2 reviews for Lose to Find by Steve Wilson

  1. Steve (verified owner)

    Recent poems by Steve Wilson are out or forthcoming in such journals as Beloit Poetry Journal, Borderlands, Bluestem, Rio Grande Review, Cimarron Review, Commonweal, Poem, Georgetown Review, North American Review, America, The Christian Science Monitor, Blue Unicorn, New Orleans Review, San Pedro River Review, The Christian Century, New American Writing, Isotope: A Journal of Literary Nature and Science Writing, Midwest Quarterly, The Rio Grande Review, and New Letters; as well as in a number of anthologies, including O Taste and See: Food Poems (Bottom Dog Press), Visiting Frost: Poems Inspired by Robert Frost (University of Iowa), Stories from Where We Live: The Gulf Coast (Milkweed Editions), Like Thunder: Poets Respond to Violence in America (University of Iowa), What Have You Lost? (Greenwillow), American Diaspora: Poetry of Displacement (University of Iowa), An Introduction to the Prose Poem (Firewheel Editions), Beloved on the Earth: 150 Poems of Grief and Gratitude (Holy Cow! Press), Classifieds: An Anthology of Prose Poems (Equinox), Improbable Worlds: An Anthology of Texas and Louisiana Poets (Mutabilis) and Going Down Grand: Poetry of the Grand Canyon (Lithic). His books include Allegory Dance, The Singapore Express and The Lost Seventh.

  2. Vanessa

    As the title of the collection indicates, these poems search. These poems examine changes and shifts–ranging from the personal to national to global concerns. The speaker simultaneously faces loss and discovery (“By the lowed light of the storm– / dusk at midday–I meet myself / in old poems. I’d forgotten him. / Where did this mind go?” from “Hours: hinges”).

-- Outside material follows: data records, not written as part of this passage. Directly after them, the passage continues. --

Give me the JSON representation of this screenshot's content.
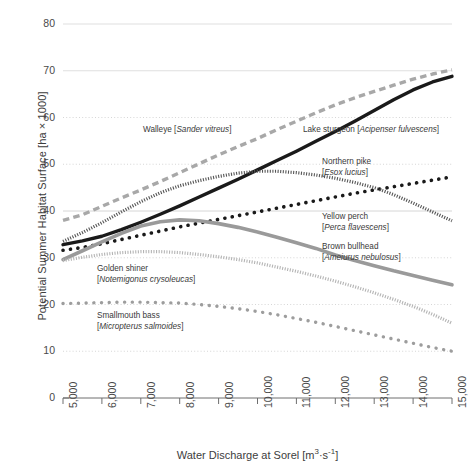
{
  "chart_data": {
    "type": "line",
    "title": "",
    "xlabel": "Water Discharge at Sorel [m³·s⁻¹]",
    "ylabel": "Potential Summer Habitat Surface [ha × 1000]",
    "xlim": [
      5000,
      15000
    ],
    "ylim": [
      0,
      80
    ],
    "xticks": [
      "5,000",
      "6,000",
      "7,000",
      "8,000",
      "9,000",
      "10,000",
      "11,000",
      "12,000",
      "13,000",
      "14,000",
      "15,000"
    ],
    "yticks": [
      "0",
      "10",
      "20",
      "30",
      "40",
      "50",
      "60",
      "70",
      "80"
    ],
    "grid": true,
    "legend": "inline-annotations",
    "x": [
      5000,
      5500,
      6000,
      6500,
      7000,
      7500,
      8000,
      8500,
      9000,
      9500,
      10000,
      10500,
      11000,
      11500,
      12000,
      12500,
      13000,
      13500,
      14000,
      14500,
      15000
    ],
    "series": [
      {
        "name": "Walleye",
        "scientific": "Sander vitreus",
        "style": "dashed",
        "color": "#a8a8a8",
        "values": [
          38.0,
          39.2,
          41.0,
          42.8,
          44.5,
          46.3,
          48.2,
          50.1,
          52.0,
          53.8,
          55.5,
          57.4,
          59.2,
          61.0,
          62.7,
          64.2,
          65.6,
          66.9,
          68.2,
          69.3,
          70.2
        ]
      },
      {
        "name": "Lake sturgeon",
        "scientific": "Acipenser fulvescens",
        "style": "solid",
        "color": "#1a1a1a",
        "values": [
          32.8,
          33.6,
          34.6,
          36.0,
          37.6,
          39.3,
          41.1,
          43.0,
          44.9,
          46.8,
          48.8,
          50.8,
          52.8,
          54.9,
          57.0,
          59.2,
          61.5,
          63.8,
          65.9,
          67.6,
          68.8
        ]
      },
      {
        "name": "Northern pike",
        "scientific": "Esox lucius",
        "style": "dotted-round",
        "color": "#1a1a1a",
        "values": [
          31.6,
          32.2,
          33.0,
          33.9,
          34.8,
          35.7,
          36.6,
          37.4,
          38.2,
          39.0,
          39.8,
          40.6,
          41.4,
          42.2,
          43.0,
          43.8,
          44.5,
          45.2,
          45.9,
          46.6,
          47.3
        ]
      },
      {
        "name": "Yellow perch",
        "scientific": "Perca flavescens",
        "style": "hatched-dark",
        "color": "#555555",
        "values": [
          33.5,
          35.4,
          37.5,
          39.8,
          42.0,
          43.9,
          45.4,
          46.5,
          47.4,
          48.1,
          48.5,
          48.5,
          48.2,
          47.7,
          47.0,
          46.1,
          45.0,
          43.5,
          41.7,
          39.8,
          37.9
        ]
      },
      {
        "name": "Brown bullhead",
        "scientific": "Ameiurus nebulosus",
        "style": "solid-thick",
        "color": "#9a9a9a",
        "values": [
          29.6,
          31.5,
          33.4,
          35.2,
          36.8,
          37.7,
          38.1,
          37.9,
          37.3,
          36.5,
          35.5,
          34.4,
          33.2,
          32.0,
          30.6,
          29.4,
          28.3,
          27.2,
          26.2,
          25.2,
          24.2
        ]
      },
      {
        "name": "Golden shiner",
        "scientific": "Notemigonus crysoleucas",
        "style": "hatched-light",
        "color": "#b4b4b4",
        "values": [
          29.4,
          30.1,
          30.7,
          31.1,
          31.3,
          31.3,
          31.1,
          30.7,
          30.2,
          29.6,
          28.9,
          28.0,
          27.1,
          26.1,
          25.0,
          23.8,
          22.5,
          21.1,
          19.6,
          17.9,
          16.0
        ]
      },
      {
        "name": "Smallmouth bass",
        "scientific": "Micropterus salmoides",
        "style": "dotted-round-gray",
        "color": "#9d9d9d",
        "values": [
          20.2,
          20.3,
          20.4,
          20.5,
          20.5,
          20.4,
          20.3,
          20.0,
          19.6,
          19.1,
          18.5,
          17.8,
          17.0,
          16.2,
          15.3,
          14.4,
          13.5,
          12.6,
          11.7,
          10.8,
          10.0
        ]
      }
    ],
    "annotations": [
      {
        "id": "walleye",
        "name": "Walleye",
        "scientific": "Sander vitreus",
        "x": 143,
        "y": 125
      },
      {
        "id": "lake-sturgeon",
        "name": "Lake sturgeon",
        "scientific": "Acipenser fulvescens",
        "x": 303,
        "y": 125
      },
      {
        "id": "northern-pike",
        "name": "Northern pike",
        "scientific": "Esox lucius",
        "x": 322,
        "y": 157
      },
      {
        "id": "yellow-perch",
        "name": "Yellow perch",
        "scientific": "Perca flavescens",
        "x": 322,
        "y": 212
      },
      {
        "id": "brown-bullhead",
        "name": "Brown bullhead",
        "scientific": "Ameiurus nebulosus",
        "x": 322,
        "y": 242
      },
      {
        "id": "golden-shiner",
        "name": "Golden shiner",
        "scientific": "Notemigonus crysoleucas",
        "x": 97,
        "y": 264
      },
      {
        "id": "smallmouth-bass",
        "name": "Smallmouth bass",
        "scientific": "Micropterus salmoides",
        "x": 97,
        "y": 311
      }
    ]
  }
}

    I get the feeling that if Wilson weren’t a poet, he’d be a visual artist: many of his poems have careful attention to where and how each word is placed on the page. Words zig and zag in homage to the organic scenes and movements they are describing. The reader can tell he puts thought into his word selections–important to do in all poetry, but especially in short-lined poems such as these. There is even the occasional–gasp!–one-word line, a lot of pressure to place on a single word, but the word in such cases always holds strong.

    Another thing to admire in Wilson’s work is his attention to punctuation–dashes, slashes, colons, parentheses, asterisks, etc.–they demand as much weight as the words do.

    In the three “Cells” poems, consisting of what are presented as text messages, the bolded anaphora of “I texted” and “You texted” work well in contrast to the italicized, lineated texts. The texts are not presented as dialogue, but rather all of what the “I” has said on one side, and all of what the “You” has said on the other side. This works to highlight the pause, mental space, and/or physical distances between these two entities, as they also call out to each other in their own wanderings.

    One of my favorites is the last poem, “In My Dreams I Am Whole”–there is an underlying hurt about the absence of something, while also hopeful, wanting, journeying: “In my dreams I am whole / and ready, heading out–eagerness / in the air itself. Even at stop signs / all motion and movement.”

    Do yourself a favor: obtain this book and read it when the hour is past midnight and you’re able to read these poems slowly. Hold each word in a night when all you can hear is the wind outside. In these poems there is pain, but also the balance of well-crafted hope, yielding an equation of empathy and survival through wisdom.